Online Book Reader

Home Category

The Vampire Chronicles Collection - Anne Rice [214]

By Root 3394 0
carefully,” he said. “For I’m about to leave you.” He gestured to the wood offhandedly. “And there are things you must know. You’re immortal now. And your nature shall lead you soon enough to your first human victim. Be swift and show no mercy. But stop your feasting, no matter how delicious, before the victim’s heart ceases to beat.

“In years to come, you’ll be strong enough to feel that great moment, but for the present pass the cup to time just before it’s empty. Or you may pay heavily for your pride.”

“But why are you leaving me!” I asked desperately. I clung to him. Victims, mercy, feasting … I felt myself bombarded by these words as if I were being physically beaten.

He pulled away so easily that my hands were hurt by his movement, and I wound up staring at them, marveling at the strange quality of the pain. It wasn’t like mortal pain.

He stopped, however, and pointed to the stones of the wall opposite. I could see that one very large stone had been dislodged and lay a foot from the unbroken surface around it.

“Grasp that stone,” he said, “and pull it out of the wall.”

“But I can’t,” I said. “It must weigh—”

“Pull it out!” He pointed with one of his long bony fingers and grimaced so that I tried to do it as he said.

To my pure astonishment I was able to move the stone easily, and I saw beyond it a dark opening just large enough for a man to enter if he crawled on his face.

He gave a dry cackling laugh and nodded his head.

“There, my son, is the passageway that leads to my treasure,” he said. “Do with my treasure as you like, and with all my earthly property. But for now, I must have my vows.”

And again astonishing me, he snatched up two twigs from the wood and rubbed them together so fiercely they were soon burning with bright small flames.

This he tossed at the heap, and the pitch in it caused the fire to leap up at once, throwing an immense light over the curved ceiling and the stone walls.

I gasped and stepped back. The riot of yellow and orange color enchanted and frightened me, and the heat, though I felt it, did not cause me a sensation I understood. There was no natural alarm that I should be burned by it. Rather the warmth was exquisite and I realized for the first time how cold I had been. The cold was an icing on me and the fire melted it and I almost moaned.

He laughed again, that hollow, gasping laugh, and started to dance about in the light, his thin legs making him look like a skeleton dancing, with the white face of a man. He crooked his arms over his head, bent his torso and his knees, and turned round and round as he circled the fire.

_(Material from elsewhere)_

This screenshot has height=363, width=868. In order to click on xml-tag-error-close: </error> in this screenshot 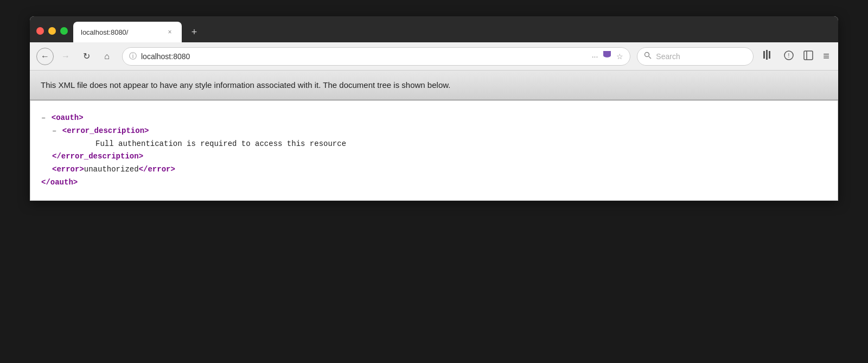, I will do `click(157, 169)`.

“Mon Dieu!” I whispered. I was reeling. Horrifying it might have been only an hour ago to see him dancing like this, but now in the flickering glare he was a spectacle that drew me after it step by step. The light exploded on his satin rags, the pantaloons he wore, the tattered shirt.

“But you can’t leave me!” I pleaded, trying to keep my thoughts clear, trying to realize what he had been saying. My voice was monstrous in my ears. I tried to make it lower, softer, more like it should have been. “Where will you go!”

He gave his loudest laugh then, slapping his thigh and dancing faster and farther away from me, his hands out as if to embrace the fire.

The thickest logs were only now catching. The room for all its size was like a great clay oven, smoke pouring out its windows.

“Not the fire.” I flew backwards, flattening myself against the wall. “You can’t go into the fire!”

Fear was overwhelming me, as every sight and sound had overwhelmed me. It was like every sensation I had known so far. I couldn’t resist it or deny it. I was half whimpering and half screaming.

“Oh, yes I can,” he laughed. “Yes, I can!” He threw back his head and let his laughter stretch into howls. “But from you, fledgling,” he said, stopping before me with his finger out again, “promises now. Come, a little mortal honor, my brave Wolfkiller, or though it will cleave my heart in two, I shall throw you into the fire and claim for myself another offspring. Answer me!”